Yellowstone adventure, day five. So, we actually made it into the park today. There’s still knee-deep snow covering the ground in some places. The landscape here is even more amazing than before, and the park is so big it would take several hours just to drive through the whole thing. The first thing you see through the entrance is Yellowstone Lake, which is really more like a small sea. You can barely see the other side, and the entire thing is still covered in ice. We drove around and stopped to see a lot of the scenery, but the first real thing we did was see the sulfur springs. Some of them just bubbled a little, some just spit out steam like pipes in a factory, some churned violently enough to make small waves on the shore of the ponds they were in. My favorite was called Dragon’s Mouth, I think. The spring was inside of a cave. Steam poured out of the mouth of the cave, and the echoes of the water hitting the cave walls made a sort of roaring sound. A small waterfall ran down the hill and fed the pool, too.

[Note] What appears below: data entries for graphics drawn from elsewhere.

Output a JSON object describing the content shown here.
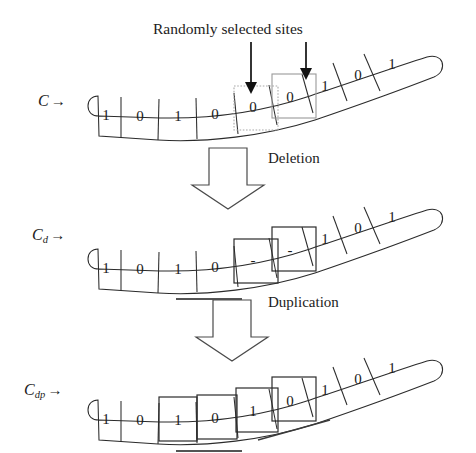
{
  "figure": {
    "title": "Randomly selected sites",
    "background_color": "#ffffff",
    "ink_color": "#1c1c1c",
    "highlight_color": "#9a9a9a",
    "box_color": "#2b2b2b"
  },
  "annotations": {
    "randomly_selected_sites": "Randomly selected sites",
    "deletion": "Deletion",
    "duplication": "Duplication"
  },
  "rows": [
    {
      "id": "c",
      "label_base": "C",
      "label_sub": "",
      "label_arrow": "→",
      "cells": [
        "1",
        "0",
        "1",
        "0",
        "0",
        "0",
        "1",
        "0",
        "1"
      ],
      "selected_indices": [
        4,
        5
      ],
      "selection_style": "gray",
      "underlines": []
    },
    {
      "id": "cd",
      "label_base": "C",
      "label_sub": "d",
      "label_arrow": "→",
      "cells": [
        "1",
        "0",
        "1",
        "0",
        "-",
        "-",
        "1",
        "0",
        "1"
      ],
      "selected_indices": [
        4,
        5
      ],
      "selection_style": "black",
      "underlines": [
        "segment-2-3"
      ]
    },
    {
      "id": "cdp",
      "label_base": "C",
      "label_sub": "dp",
      "label_arrow": "→",
      "cells": [
        "1",
        "0",
        "1",
        "0",
        "1",
        "0",
        "1",
        "0",
        "1"
      ],
      "selected_indices": [
        2,
        3,
        4,
        5
      ],
      "selection_style": "black",
      "underlines": [
        "segment-2-3",
        "segment-4-5"
      ]
    }
  ],
  "operations": [
    {
      "id": "deletion",
      "label": "Deletion",
      "arrow": "block-down-arrow"
    },
    {
      "id": "duplication",
      "label": "Duplication",
      "arrow": "block-down-arrow"
    }
  ],
  "site_arrows": [
    {
      "id": "site-arrow-left",
      "target_cell_index": 4
    },
    {
      "id": "site-arrow-right",
      "target_cell_index": 5
    }
  ]
}
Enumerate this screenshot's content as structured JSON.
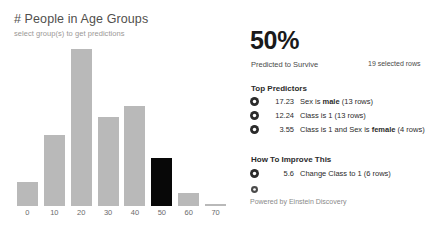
{
  "chart_panel": {
    "title": "# People in Age Groups",
    "subtitle": "select group(s) to get predictions"
  },
  "chart_data": {
    "type": "bar",
    "title": "# People in Age Groups",
    "subtitle": "select group(s) to get predictions",
    "xlabel": "",
    "ylabel": "",
    "categories": [
      "0",
      "10",
      "20",
      "30",
      "40",
      "50",
      "60",
      "70"
    ],
    "values": [
      24,
      70,
      155,
      88,
      99,
      47,
      13,
      2
    ],
    "ylim": [
      0,
      160
    ],
    "grid": false,
    "legend": false,
    "selected_category": "50",
    "bar_color": "#b9b9b9",
    "selected_bar_color": "#080808"
  },
  "insights": {
    "headline": "50%",
    "headline_caption": "Predicted to Survive",
    "selected_rows": "19 selected rows",
    "top_predictors_heading": "Top Predictors",
    "top_predictors": [
      {
        "value": "17.23",
        "prefix": "Sex is ",
        "emphasis": "male",
        "suffix": " (13 rows)"
      },
      {
        "value": "12.24",
        "prefix": "Class is 1",
        "emphasis": "",
        "suffix": " (13 rows)"
      },
      {
        "value": "3.55",
        "prefix": "Class is 1 and Sex is ",
        "emphasis": "female",
        "suffix": " (4 rows)"
      }
    ],
    "improve_heading": "How To Improve This",
    "improvements": [
      {
        "value": "5.6",
        "prefix": "Change Class to 1",
        "emphasis": "",
        "suffix": " (6 rows)"
      }
    ],
    "footer": "Powered by Einstein Discovery"
  }
}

We saw several overlooks to Lower Falls, but what was really impressive was the canyon that the falls ran into. Me and my mom hiked to a peak on one side of the canyon, where we could see the whole thing. It was another issue of such massive space that you don’t know how to handle it. It is probably two or three miles directly to the other side, and even farther to other points you could see. The other side is a huge rock face that is colored in various shades of orange, pink, red and yellow, with a few brave pine trees growing in clefts in the rock.

Another neat part of the park that everyone goes to see is the wildlife. Today we saw two bears, a few buffaloes, a herd of mountain goats, lots of mule deer, and a chipmunk.

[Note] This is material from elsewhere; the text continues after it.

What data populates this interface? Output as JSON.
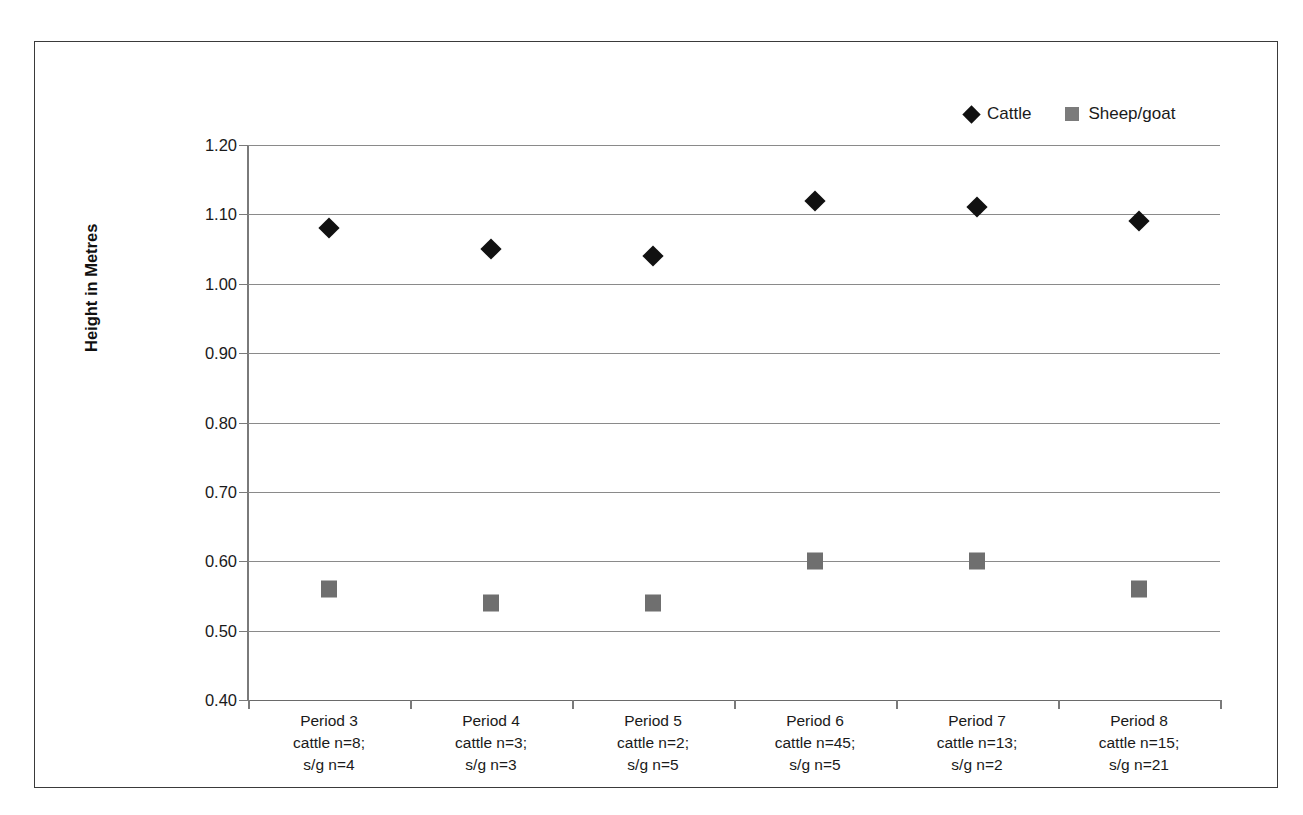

Reflections for the day- Everyone seems to be tense and stressed, even though this is supposed to be vacation. Not when we’re seeing the landmarks, of course, but when we’re back in the RV for an extended period of time or things in the schedule don’t work out. I’m embarrassed to say that I haven’t been much of an exception to this, but I can’t leave that fact out. Everyone is exhausted from traveling over the last four days, and that is understandable, but come on, it’s vacation! My parents, both workers in elementary schools, have had so many new standards and regulations shoved down their throat in the past couple of years that the workload consumes them, even when they’re home. I’ve been so busy with school the last couple of semesters that I’ve about run myself into the ground, too. What this boils down to is that, even though we left our work in Tennessee, it’s like we don’t know how to not be stressed. As Americans, we’ve been conditioned to have tunnel vision for X, Y or Z, and it’s hard to take our eyes off of that thing. To me, it seems that the most evident part of this is that we are the most blessed people in the world but we completely ignore the one of five people in the world that live on less that $1.25 per day, or the four out of five that live on less than $10 per day. Thirty-thousand children die every day from starvation or preventable disease, and it wouldn’t take anything but pocket change for Americans to fix that. But we have become focused on our own desires to the point of selfishness. Getting the college degree, buying more stuff, going to the movies or a concert, or impressing that one girl or guy has consumed our time and money, and will ultimately only leave us wanting more. Don’t even get me started on how we should be using those resources to further the message of the Gospel and God’s Kingdom (but instead squander them on ephemeral things). Looking outside of the American box and realizing that the world is huge, diverse, in need and (shockingly) not about you, presents us with a choice: to radically change the way we live to serve the least of these, or continue to live out our daily lives unchanged, as if we never looked outside of the box in the first place.